Micron warns the DRAM market will remain extremely tight with the supply-demand imbalance only worsening through 2026. For consumers, this will result in multiple surges in PC RAM prices and possibly worsen overall memory availability; the first hikes have already reached retail.
According to a DigiTimes report, Micron, one of the largest memory manufacturers, signals that 2026 will not bring any relief for the ongoing memory crisis.

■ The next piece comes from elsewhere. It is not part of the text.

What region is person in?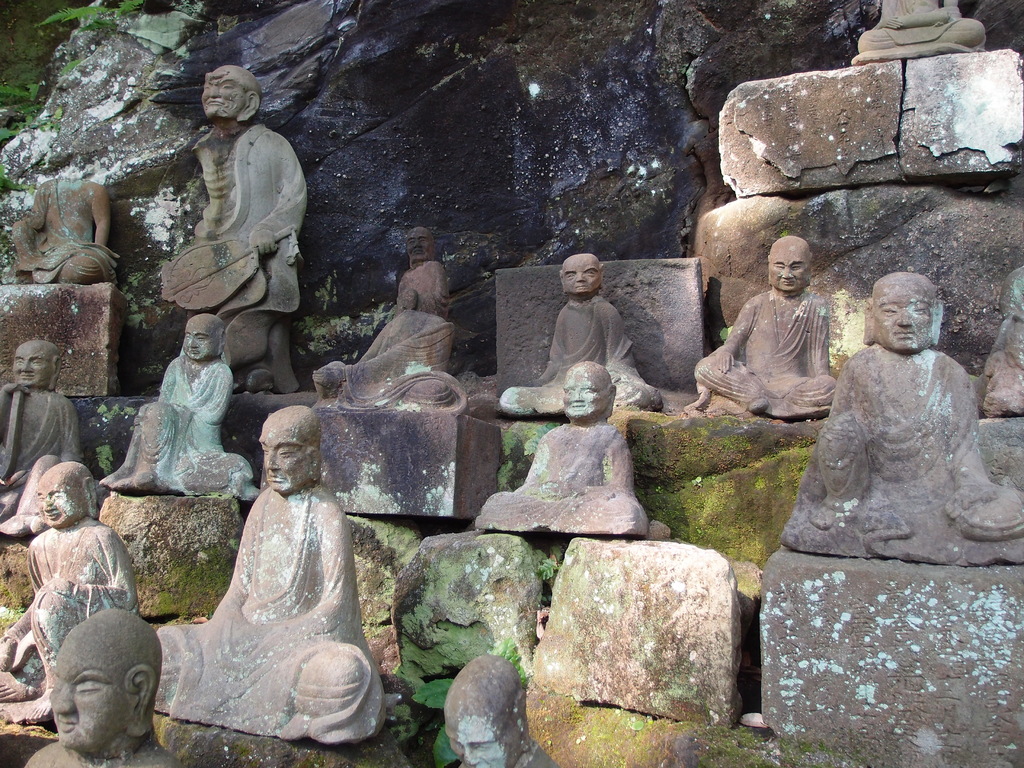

DRAM supercycle will continue, supply will stay tight, the whole memory market situation will become worse, and the supply-demand balance will not reset on its own. This is a memory industry outlook, not a Micron-specific issue.
Emerging memory crisis
A few days earlier, Adata chairman Simon Chen warned that AI data centers are outbidding the PC market and draining DRAM and NAND, leaving only 2-3 weeks of supply and raising the risk of consumer RAM and SSD shortages into 2026.
AI buildouts consume large amounts of memory: GPUs/AI accelerators ship with HBM (stacked DRAM), while the surrounding servers still need substantial quantities of conventional memory.

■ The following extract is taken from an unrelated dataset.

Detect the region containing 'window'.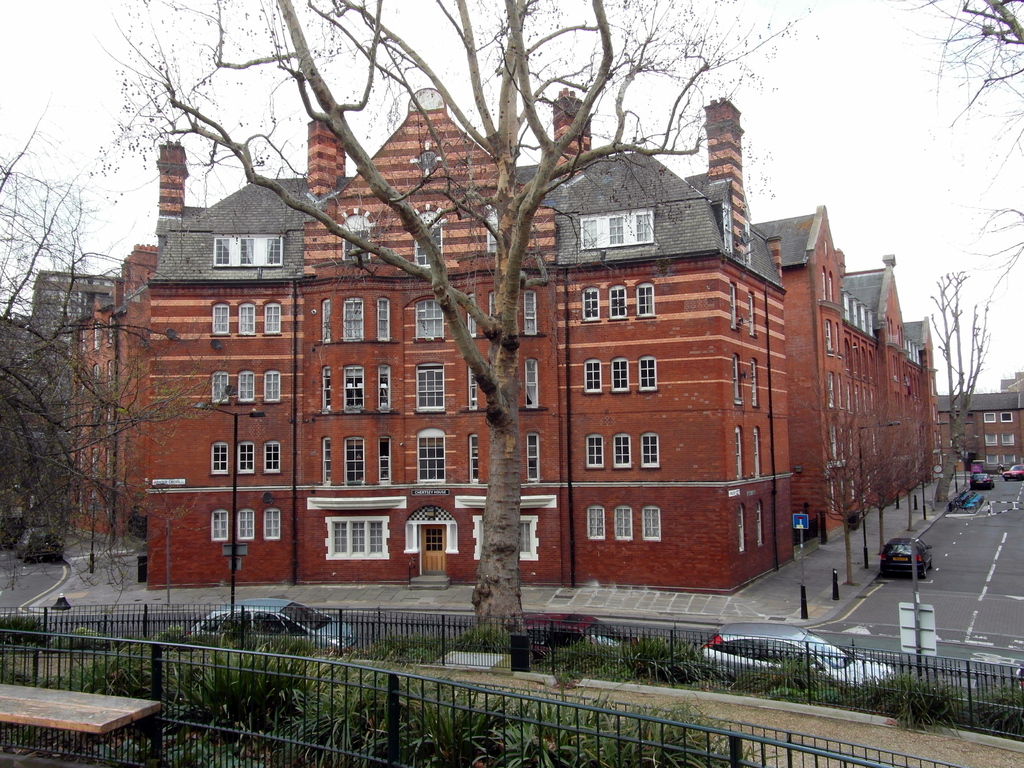
bbox=(644, 508, 660, 540).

With thin inventories and demand outpacing capacity, suppliers ration output, raise contract prices, and prioritize higher-margin parts/deals. Because of this, analysts are already predicting a DRAM supercycle through 2027.
DDR5 RAM prices are surging
Retail DDR5 RAM prices have already moved due to hikes from major memory manufacturers.
According to our research, US medians for 2×16 GB and 2×32 GB kits rose roughly 15% by Oct. 10 and around 20-30% by Oct. 20 (compared to September 2025). Weekly prices for those capacities are climbing ~5% for four straight weeks.

AI hardware boom
All this aligns with the extreme pace of AI infrastructure expansion:
- Nvidia to invest up to $100 billion into OpenAI and deploy 10 GW of AI accelerators.
- Nvidia invested $5 billion in Intel, marketed as a buy-in collaboration to develop custom AI chips.
- Nvidia to invest $2 billion in xAI to lock a deal for its own AI GPUs worth $20 billion.
- OpenAI signed a GPU deal with AMD.
- OpenAI lines up a deal to get up to 10 GW chips from Broadcom.
Previous DRAM supercycle
This is not the first time the DRAM market looked like this. In 2017, demand for smartphone and server memory ran ahead of supply for multiple quarters.
Both DRAM spot and RAM retail prices climbed for 1.5 years until inventories were rebuilt. The previous DRAM supercycle sets the pattern for today’s market dynamics.